Home » News » Amid IBM mass layoffs May can be really a mayday for AI

Amid IBM mass layoffs May can be really a mayday for AI

(Image Credit Google)
Image credit : Wikipedia The so-called "Godfather of AI," Geoffrey Hinton, resigned from Google, according to a May 1 article in The New York Times. He cited the freedom to talk openly about the dangers of artificial intelligence (AI) as the justification for this decision. Both startling and predictable, his choice. The former because he has spent his whole life working to enhance AI technology, and the latter because of his increasing worries that he has recently revealed in interviews. The date of the announcement is symbolic. May Day, observed on May 1, is a holiday honoring laborers and the beginning of spring. Ironically, generative AI based on deep learning neural networks and AI in general may displace a sizable portion of the workforce. For instance, IBM is already beginning to feel the effects of this.

AI taking up humans' jobs

[caption id="attachment_170036" align="aligncenter" width="1242"]AI-workplace Image credit : Generation Digital[/caption] Others will undoubtedly follow, as the World Economic Forum predicts that over the next five years, 25% of jobs might see disruption, with AI playing a part. In terms of spring's blossoming, generative AI may herald a new era of symbiotic intelligence, in which humans and machines collaborate to create a renaissance of opportunity and plenty. Hinton's primary concern, according to the Times article, is how AI can create text, video, and image content with human-quality and how bad actors might use that capability to spread false information and disinformation so that the general public "will not be able to know what is true anymore." He also thinks that the day when machines surpass even the most clever humans in intelligence is getting closer and closer. This topic has received a lot of discussion, and the majority of AI experts believe that this will not happen for at least 40 years. Hinton was on the list. On the other hand, Ray Kurzweil, a former Google director of engineering, has long asserted that this day will come in 2029 when AI will easily pass the Turing Test. Before, Kurzweil's opinions on this chronology were unusual, but not anymore. According to Hinton’s May Day interview: “The idea that this stuff [AI] could actually get smarter than people — a few people believed that. But most people thought it was way off. And I thought it was way off. I thought it was 30 to 50 years or even longer away. Obviously, I no longer think that.” The wolf is getting close to the door, therefore those 30 to 50 years may have been spent to prepare businesses, governments, and society through governance practices and regulations.

Artificial general intelligence

[caption id="attachment_170205" align="aligncenter" width="1088"]artificial-general-intelligence Image credit : DataScienceVerse[/caption] The debate about artificial general intelligence (AGI), the goals of OpenAI, DeepMind, and other organizations, is a related subject. The majority of AI systems in use today excel at performing specialized, limited tasks, including playing video games or reading radiological pictures. Both types of tasks cannot be handled well by a single algorithm. AGI, on the other hand, is capable of thinking like a human would, including reasoning, problem-solving, and creativity, and as a single algorithm or network of algorithms, it would be able to complete a variety of tasks across various disciplines at a human level or above. Predictions regarding when AGI will be accomplished range greatly, from a few years to several decades or centuries, or even never, much like the argument about when AI will be smarter than humans – at least for specific tasks. New generative AI applications like ChatGPT, which use Transformer neural networks, are increasing these timeframe predictions as well. These generative AI systems are designed to produce human-like text responses to questions and convincing visuals from text prompts, but they also have the extraordinary potential to demonstrate emergent behaviors. This implies that the AI is capable of displaying innovative, complex, and surprising behaviors. Also read : AGI: What is it? Perhaps sooner than you think, AI will become self-aware For instance, since code generation was not specified in the design specification, the capacity of GPT-3 and GPT-4, the models that underlie ChatGPT, to perform this function is seen as an emergent behavior. Instead, this characteristic was a consequence of training the model. certain models' creators are unable to properly explain how or why certain behaviors arise. It may be inferred that these abilities result from big data, the transformer design, and the models' strong pattern recognition ability.

By Awanish Kumar

I keep abreast of the latest technological developments to bring you unfiltered information about gadgets.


■ **Task prompt**: The pictures stay out. Please retype every line below exactly.

*-*-*

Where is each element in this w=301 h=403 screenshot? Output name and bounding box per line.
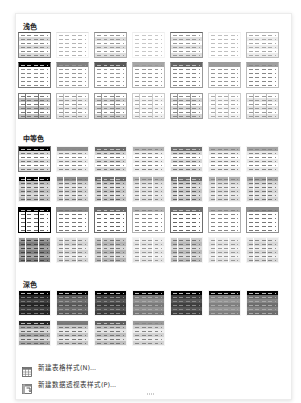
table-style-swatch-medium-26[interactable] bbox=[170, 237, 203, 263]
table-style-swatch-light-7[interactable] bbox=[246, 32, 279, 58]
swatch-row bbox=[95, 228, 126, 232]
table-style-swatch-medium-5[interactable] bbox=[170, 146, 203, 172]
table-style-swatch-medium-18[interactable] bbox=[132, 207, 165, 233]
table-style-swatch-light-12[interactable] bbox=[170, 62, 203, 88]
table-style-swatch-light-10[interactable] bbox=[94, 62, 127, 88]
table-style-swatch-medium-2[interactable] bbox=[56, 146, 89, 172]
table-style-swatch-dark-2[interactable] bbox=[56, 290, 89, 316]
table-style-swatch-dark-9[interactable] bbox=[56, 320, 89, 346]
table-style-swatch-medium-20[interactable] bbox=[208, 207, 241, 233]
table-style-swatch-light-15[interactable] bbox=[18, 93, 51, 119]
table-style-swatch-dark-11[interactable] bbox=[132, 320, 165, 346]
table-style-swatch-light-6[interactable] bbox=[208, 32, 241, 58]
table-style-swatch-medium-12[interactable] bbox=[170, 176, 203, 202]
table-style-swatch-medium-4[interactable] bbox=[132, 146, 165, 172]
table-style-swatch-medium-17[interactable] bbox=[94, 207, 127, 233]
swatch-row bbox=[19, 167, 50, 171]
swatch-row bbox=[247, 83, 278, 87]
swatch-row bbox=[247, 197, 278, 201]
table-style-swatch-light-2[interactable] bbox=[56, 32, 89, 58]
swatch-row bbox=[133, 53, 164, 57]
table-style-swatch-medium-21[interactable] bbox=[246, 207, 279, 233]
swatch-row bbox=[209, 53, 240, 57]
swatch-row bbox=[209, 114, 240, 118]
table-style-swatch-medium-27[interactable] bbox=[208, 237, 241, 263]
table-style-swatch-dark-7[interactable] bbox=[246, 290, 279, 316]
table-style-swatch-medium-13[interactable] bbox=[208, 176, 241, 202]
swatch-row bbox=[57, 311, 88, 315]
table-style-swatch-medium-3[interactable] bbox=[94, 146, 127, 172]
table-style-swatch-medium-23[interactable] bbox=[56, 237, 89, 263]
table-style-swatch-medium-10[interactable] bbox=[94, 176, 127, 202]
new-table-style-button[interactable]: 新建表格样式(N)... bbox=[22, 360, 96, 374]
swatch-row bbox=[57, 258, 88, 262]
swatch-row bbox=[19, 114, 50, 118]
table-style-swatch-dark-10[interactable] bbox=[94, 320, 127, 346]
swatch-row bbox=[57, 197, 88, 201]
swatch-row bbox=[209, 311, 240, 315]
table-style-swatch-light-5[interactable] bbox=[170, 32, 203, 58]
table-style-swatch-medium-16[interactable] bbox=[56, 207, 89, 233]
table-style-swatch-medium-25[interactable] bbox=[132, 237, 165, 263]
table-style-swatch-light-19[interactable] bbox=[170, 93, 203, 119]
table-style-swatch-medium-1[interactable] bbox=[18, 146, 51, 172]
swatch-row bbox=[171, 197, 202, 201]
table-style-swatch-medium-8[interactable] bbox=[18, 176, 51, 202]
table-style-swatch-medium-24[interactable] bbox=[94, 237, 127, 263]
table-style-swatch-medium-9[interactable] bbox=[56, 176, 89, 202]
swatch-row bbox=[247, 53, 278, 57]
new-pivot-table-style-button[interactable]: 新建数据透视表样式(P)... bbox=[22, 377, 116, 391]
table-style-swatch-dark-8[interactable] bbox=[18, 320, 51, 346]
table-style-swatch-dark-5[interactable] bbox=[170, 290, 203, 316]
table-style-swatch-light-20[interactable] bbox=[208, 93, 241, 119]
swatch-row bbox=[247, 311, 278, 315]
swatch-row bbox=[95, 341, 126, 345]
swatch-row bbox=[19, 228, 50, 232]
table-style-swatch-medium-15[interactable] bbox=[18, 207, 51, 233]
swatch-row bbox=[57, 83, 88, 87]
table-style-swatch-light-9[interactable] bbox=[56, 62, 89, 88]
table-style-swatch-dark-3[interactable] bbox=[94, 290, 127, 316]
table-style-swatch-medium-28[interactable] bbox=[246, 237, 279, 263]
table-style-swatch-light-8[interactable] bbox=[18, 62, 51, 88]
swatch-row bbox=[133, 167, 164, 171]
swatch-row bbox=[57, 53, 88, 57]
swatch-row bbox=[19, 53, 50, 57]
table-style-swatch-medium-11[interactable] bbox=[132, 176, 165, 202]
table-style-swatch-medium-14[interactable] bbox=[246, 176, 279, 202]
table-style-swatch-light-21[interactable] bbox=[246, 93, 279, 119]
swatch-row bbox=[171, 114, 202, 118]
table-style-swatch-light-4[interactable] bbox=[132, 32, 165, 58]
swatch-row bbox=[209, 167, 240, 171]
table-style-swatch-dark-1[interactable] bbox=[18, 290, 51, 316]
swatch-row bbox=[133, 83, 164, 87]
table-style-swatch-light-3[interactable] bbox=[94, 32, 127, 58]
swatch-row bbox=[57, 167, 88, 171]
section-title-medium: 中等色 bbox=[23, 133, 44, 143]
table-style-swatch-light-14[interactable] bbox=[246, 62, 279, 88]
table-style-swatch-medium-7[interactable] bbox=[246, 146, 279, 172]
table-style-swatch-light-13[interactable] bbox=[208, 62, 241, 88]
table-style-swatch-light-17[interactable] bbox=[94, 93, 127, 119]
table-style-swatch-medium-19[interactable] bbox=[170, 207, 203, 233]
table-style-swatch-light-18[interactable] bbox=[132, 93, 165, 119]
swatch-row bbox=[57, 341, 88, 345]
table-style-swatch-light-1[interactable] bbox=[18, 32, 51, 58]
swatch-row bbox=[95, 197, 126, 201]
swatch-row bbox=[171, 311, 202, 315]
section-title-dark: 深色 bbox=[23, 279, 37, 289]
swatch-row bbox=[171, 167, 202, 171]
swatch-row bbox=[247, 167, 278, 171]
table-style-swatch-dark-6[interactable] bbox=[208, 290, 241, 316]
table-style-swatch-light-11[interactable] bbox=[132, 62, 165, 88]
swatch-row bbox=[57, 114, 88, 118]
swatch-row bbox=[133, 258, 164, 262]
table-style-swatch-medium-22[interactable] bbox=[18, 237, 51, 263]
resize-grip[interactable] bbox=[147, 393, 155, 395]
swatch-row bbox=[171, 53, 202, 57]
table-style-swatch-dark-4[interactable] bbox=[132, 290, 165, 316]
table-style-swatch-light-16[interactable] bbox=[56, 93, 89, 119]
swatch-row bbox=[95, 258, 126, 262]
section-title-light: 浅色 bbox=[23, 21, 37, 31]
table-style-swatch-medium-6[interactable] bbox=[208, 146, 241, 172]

*-*-*

■ **Answer section**:
Where is each element in this w=301 h=403 screenshot? Output name and bounding box per line.
table-style-swatch-medium-26[interactable] bbox=[170, 237, 203, 263]
table-style-swatch-light-7[interactable] bbox=[246, 32, 279, 58]
swatch-row bbox=[95, 228, 126, 232]
table-style-swatch-medium-5[interactable] bbox=[170, 146, 203, 172]
table-style-swatch-medium-18[interactable] bbox=[132, 207, 165, 233]
table-style-swatch-light-12[interactable] bbox=[170, 62, 203, 88]
table-style-swatch-light-10[interactable] bbox=[94, 62, 127, 88]
table-style-swatch-medium-2[interactable] bbox=[56, 146, 89, 172]
table-style-swatch-dark-2[interactable] bbox=[56, 290, 89, 316]
table-style-swatch-dark-9[interactable] bbox=[56, 320, 89, 346]
table-style-swatch-medium-20[interactable] bbox=[208, 207, 241, 233]
table-style-swatch-light-15[interactable] bbox=[18, 93, 51, 119]
table-style-swatch-dark-11[interactable] bbox=[132, 320, 165, 346]
table-style-swatch-light-6[interactable] bbox=[208, 32, 241, 58]
table-style-swatch-medium-12[interactable] bbox=[170, 176, 203, 202]
table-style-swatch-medium-4[interactable] bbox=[132, 146, 165, 172]
table-style-swatch-medium-17[interactable] bbox=[94, 207, 127, 233]
swatch-row bbox=[19, 167, 50, 171]
swatch-row bbox=[247, 83, 278, 87]
swatch-row bbox=[247, 197, 278, 201]
table-style-swatch-light-2[interactable] bbox=[56, 32, 89, 58]
swatch-row bbox=[133, 53, 164, 57]
table-style-swatch-medium-21[interactable] bbox=[246, 207, 279, 233]
swatch-row bbox=[209, 53, 240, 57]
swatch-row bbox=[209, 114, 240, 118]
table-style-swatch-medium-27[interactable] bbox=[208, 237, 241, 263]
table-style-swatch-dark-7[interactable] bbox=[246, 290, 279, 316]
table-style-swatch-medium-13[interactable] bbox=[208, 176, 241, 202]
swatch-row bbox=[57, 311, 88, 315]
table-style-swatch-medium-3[interactable] bbox=[94, 146, 127, 172]
table-style-swatch-medium-23[interactable] bbox=[56, 237, 89, 263]
table-style-swatch-medium-10[interactable] bbox=[94, 176, 127, 202]
new-table-style-button[interactable]: 新建表格样式(N)... bbox=[22, 360, 96, 374]
swatch-row bbox=[57, 258, 88, 262]
swatch-row bbox=[19, 114, 50, 118]
table-style-swatch-dark-10[interactable] bbox=[94, 320, 127, 346]
swatch-row bbox=[57, 197, 88, 201]
swatch-row bbox=[209, 311, 240, 315]
table-style-swatch-light-5[interactable] bbox=[170, 32, 203, 58]
table-style-swatch-medium-16[interactable] bbox=[56, 207, 89, 233]
table-style-swatch-medium-25[interactable] bbox=[132, 237, 165, 263]
table-style-swatch-light-19[interactable] bbox=[170, 93, 203, 119]
table-style-swatch-medium-1[interactable] bbox=[18, 146, 51, 172]
swatch-row bbox=[171, 197, 202, 201]
table-style-swatch-medium-8[interactable] bbox=[18, 176, 51, 202]
table-style-swatch-medium-24[interactable] bbox=[94, 237, 127, 263]
table-style-swatch-medium-9[interactable] bbox=[56, 176, 89, 202]
swatch-row bbox=[247, 53, 278, 57]
new-pivot-table-style-button[interactable]: 新建数据透视表样式(P)... bbox=[22, 377, 116, 391]
table-style-swatch-dark-8[interactable] bbox=[18, 320, 51, 346]
table-style-swatch-dark-5[interactable] bbox=[170, 290, 203, 316]
table-style-swatch-light-20[interactable] bbox=[208, 93, 241, 119]
swatch-row bbox=[247, 311, 278, 315]
swatch-row bbox=[95, 341, 126, 345]
swatch-row bbox=[19, 228, 50, 232]
table-style-swatch-medium-15[interactable] bbox=[18, 207, 51, 233]
swatch-row bbox=[57, 83, 88, 87]
table-style-swatch-light-9[interactable] bbox=[56, 62, 89, 88]
table-style-swatch-dark-3[interactable] bbox=[94, 290, 127, 316]
table-style-swatch-medium-28[interactable] bbox=[246, 237, 279, 263]
table-style-swatch-light-8[interactable] bbox=[18, 62, 51, 88]
swatch-row bbox=[133, 167, 164, 171]
swatch-row bbox=[57, 53, 88, 57]
swatch-row bbox=[19, 53, 50, 57]
table-style-swatch-medium-11[interactable] bbox=[132, 176, 165, 202]
table-style-swatch-medium-14[interactable] bbox=[246, 176, 279, 202]
table-style-swatch-light-21[interactable] bbox=[246, 93, 279, 119]
swatch-row bbox=[171, 114, 202, 118]
table-style-swatch-light-4[interactable] bbox=[132, 32, 165, 58]
swatch-row bbox=[209, 167, 240, 171]
table-style-swatch-dark-1[interactable] bbox=[18, 290, 51, 316]
swatch-row bbox=[133, 83, 164, 87]
table-style-swatch-light-3[interactable] bbox=[94, 32, 127, 58]
swatch-row bbox=[57, 167, 88, 171]
section-title-medium: 中等色 bbox=[23, 133, 44, 143]
table-style-swatch-light-14[interactable] bbox=[246, 62, 279, 88]
table-style-swatch-medium-7[interactable] bbox=[246, 146, 279, 172]
table-style-swatch-light-13[interactable] bbox=[208, 62, 241, 88]
table-style-swatch-light-17[interactable] bbox=[94, 93, 127, 119]
table-style-swatch-medium-19[interactable] bbox=[170, 207, 203, 233]
table-style-swatch-light-18[interactable] bbox=[132, 93, 165, 119]
swatch-row bbox=[57, 341, 88, 345]
table-style-swatch-light-1[interactable] bbox=[18, 32, 51, 58]
swatch-row bbox=[95, 197, 126, 201]
swatch-row bbox=[171, 311, 202, 315]
section-title-dark: 深色 bbox=[23, 279, 37, 289]
swatch-row bbox=[171, 167, 202, 171]
swatch-row bbox=[247, 167, 278, 171]
table-style-swatch-dark-6[interactable] bbox=[208, 290, 241, 316]
table-style-swatch-light-11[interactable] bbox=[132, 62, 165, 88]
swatch-row bbox=[57, 114, 88, 118]
swatch-row bbox=[133, 258, 164, 262]
table-style-swatch-medium-22[interactable] bbox=[18, 237, 51, 263]
resize-grip[interactable] bbox=[147, 393, 155, 395]
swatch-row bbox=[171, 53, 202, 57]
table-style-swatch-dark-4[interactable] bbox=[132, 290, 165, 316]
table-style-swatch-light-16[interactable] bbox=[56, 93, 89, 119]
swatch-row bbox=[95, 258, 126, 262]
section-title-light: 浅色 bbox=[23, 21, 37, 31]
table-style-swatch-medium-6[interactable] bbox=[208, 146, 241, 172]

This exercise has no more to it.